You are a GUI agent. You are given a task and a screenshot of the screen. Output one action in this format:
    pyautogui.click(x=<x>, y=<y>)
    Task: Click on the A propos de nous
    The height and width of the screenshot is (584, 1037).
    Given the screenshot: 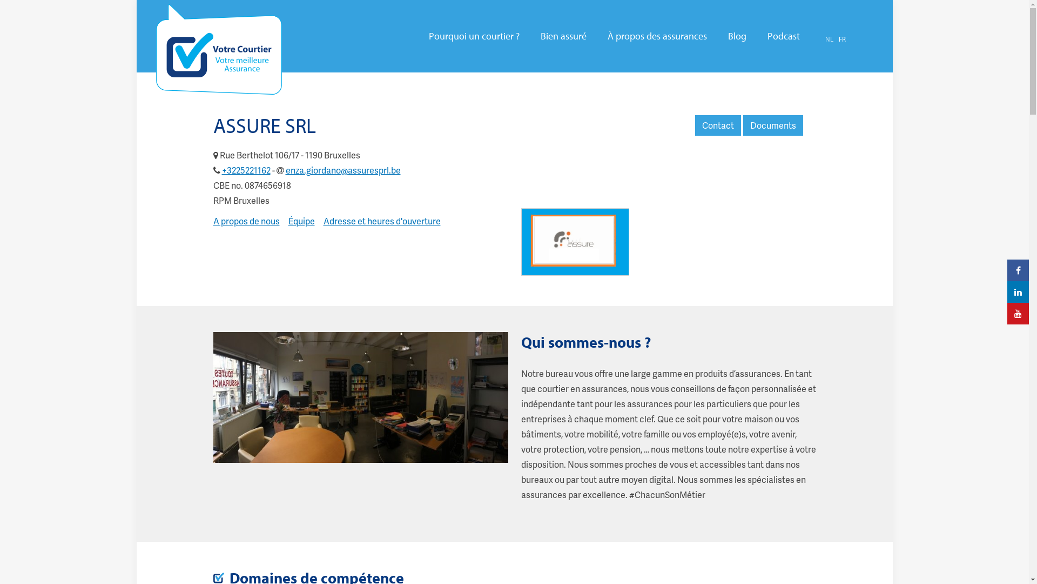 What is the action you would take?
    pyautogui.click(x=246, y=220)
    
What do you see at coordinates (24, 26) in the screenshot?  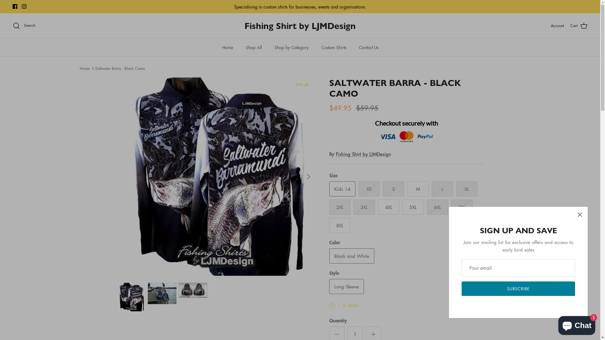 I see `Search` at bounding box center [24, 26].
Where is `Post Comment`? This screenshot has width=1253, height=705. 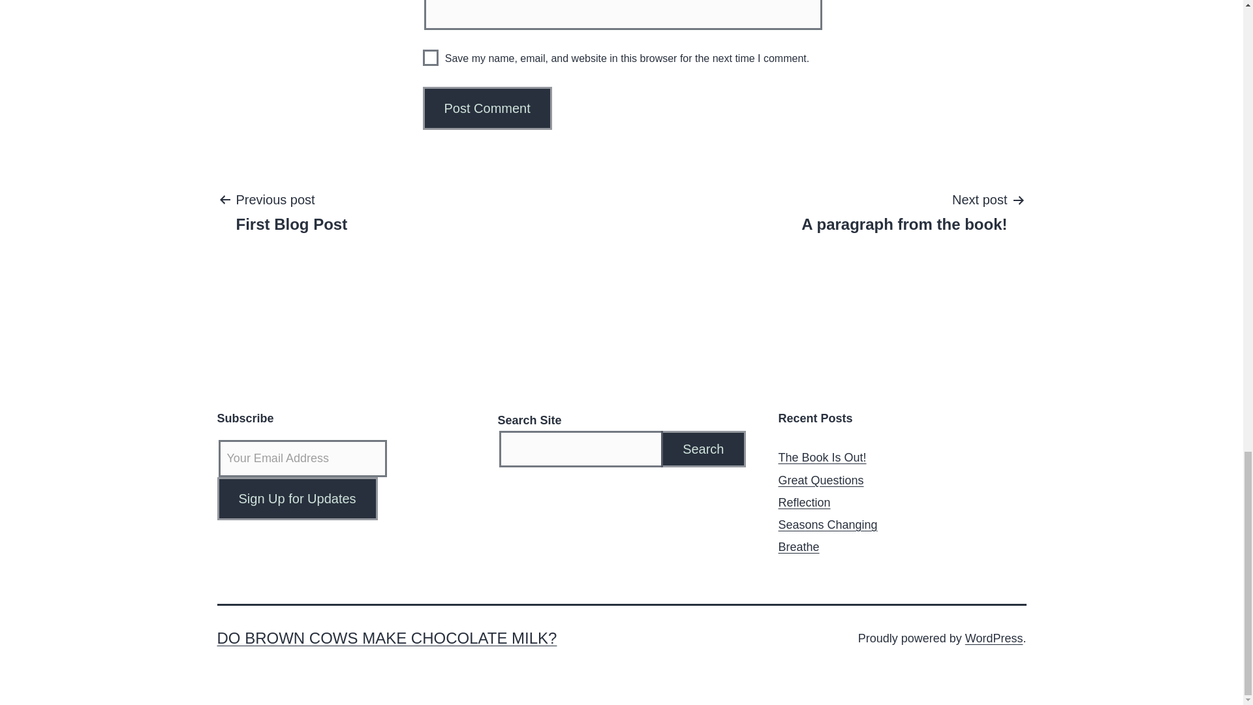
Post Comment is located at coordinates (487, 108).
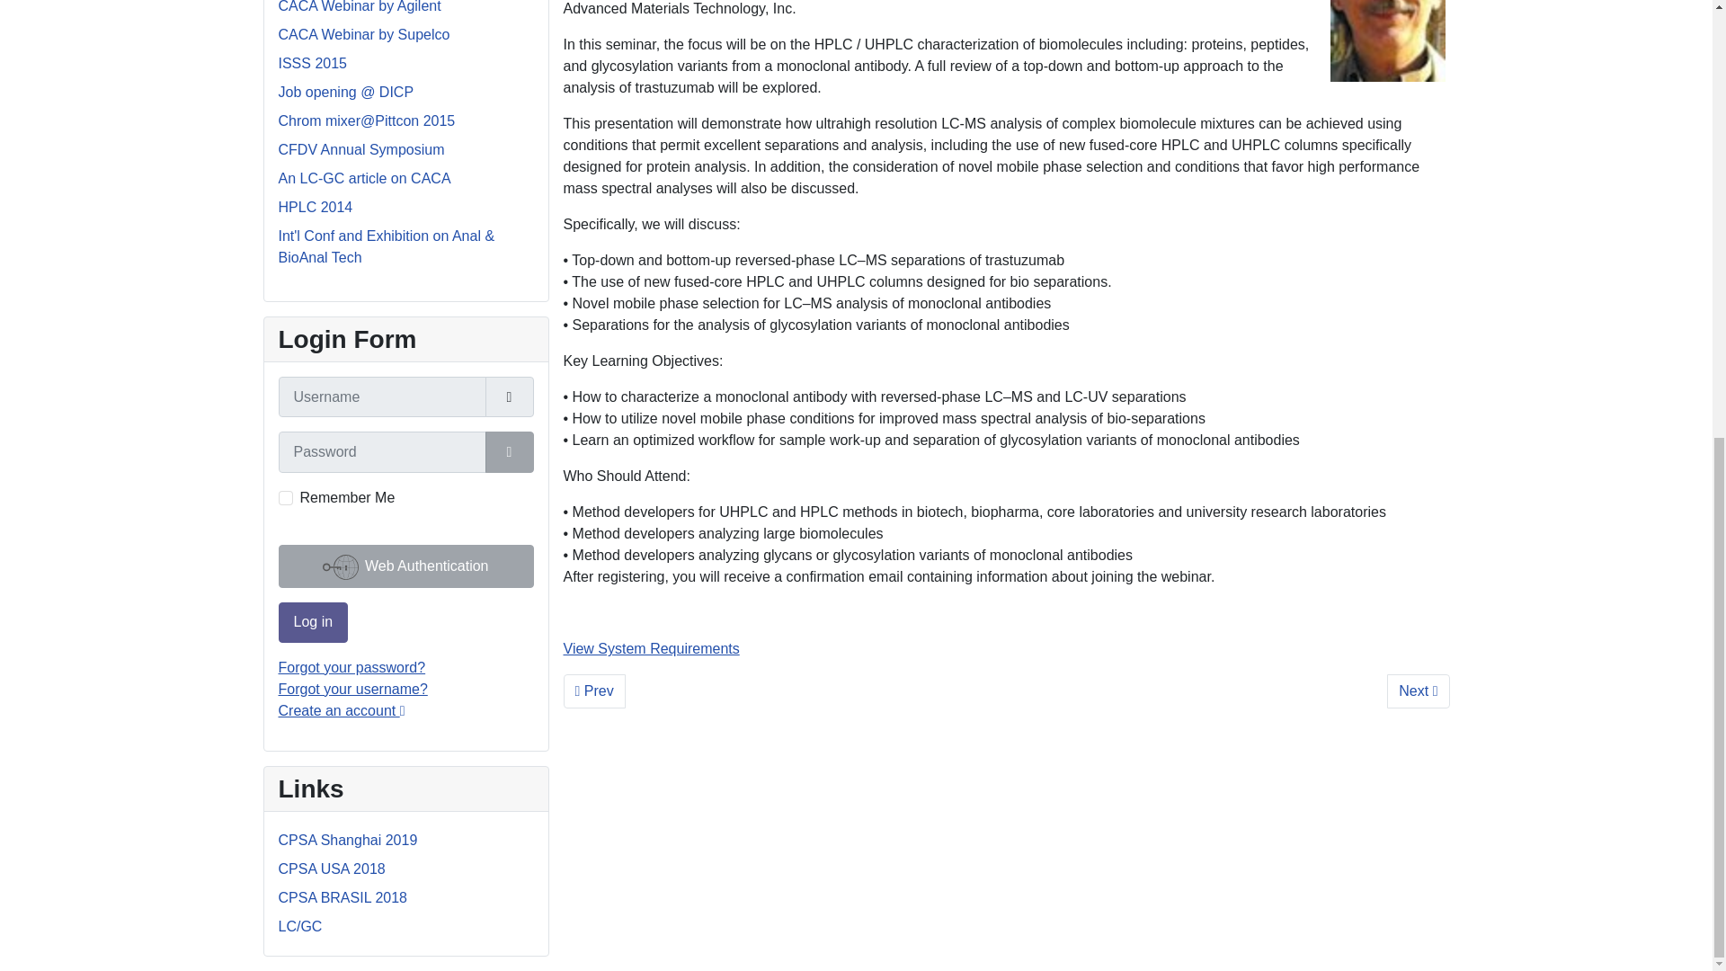  What do you see at coordinates (286, 498) in the screenshot?
I see `yes` at bounding box center [286, 498].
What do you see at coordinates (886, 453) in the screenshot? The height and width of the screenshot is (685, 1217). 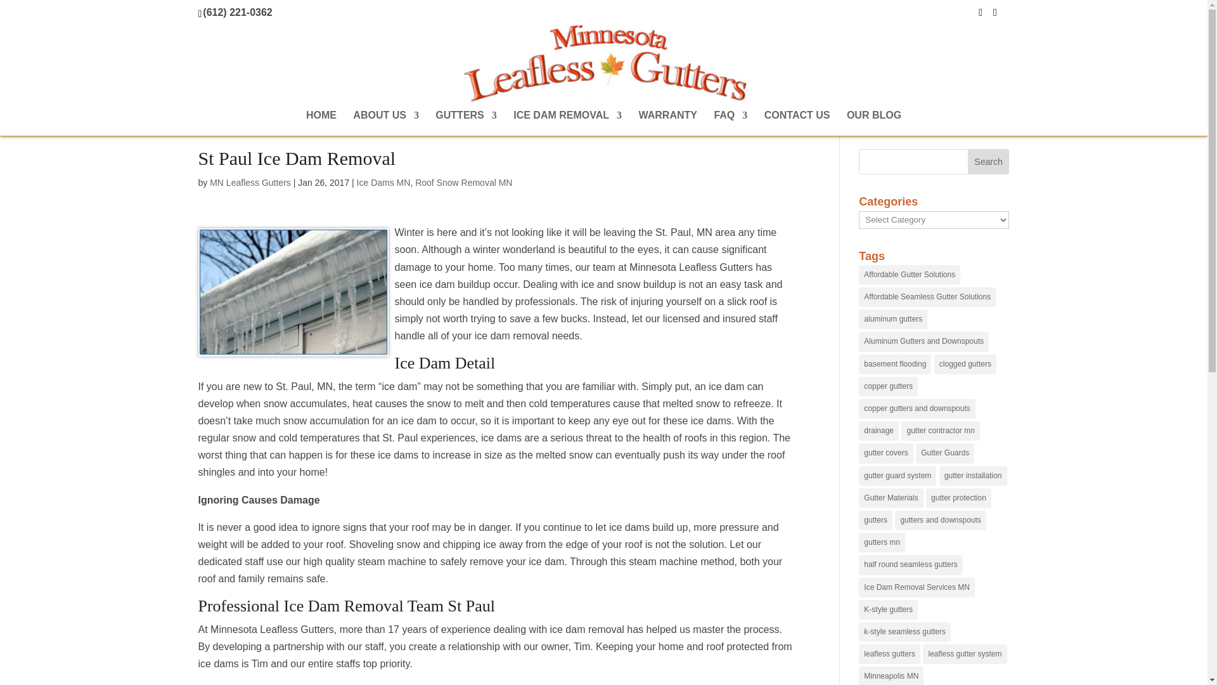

════════════════

Keep pictures out and return the lines from the one containing "has width=1253, height=705." through the end of the listing, both included, character for character.

Where is `Post Comment`? This screenshot has width=1253, height=705. 
Post Comment is located at coordinates (487, 108).
  What do you see at coordinates (286, 498) in the screenshot?
I see `yes` at bounding box center [286, 498].
What do you see at coordinates (886, 453) in the screenshot? The height and width of the screenshot is (685, 1217). 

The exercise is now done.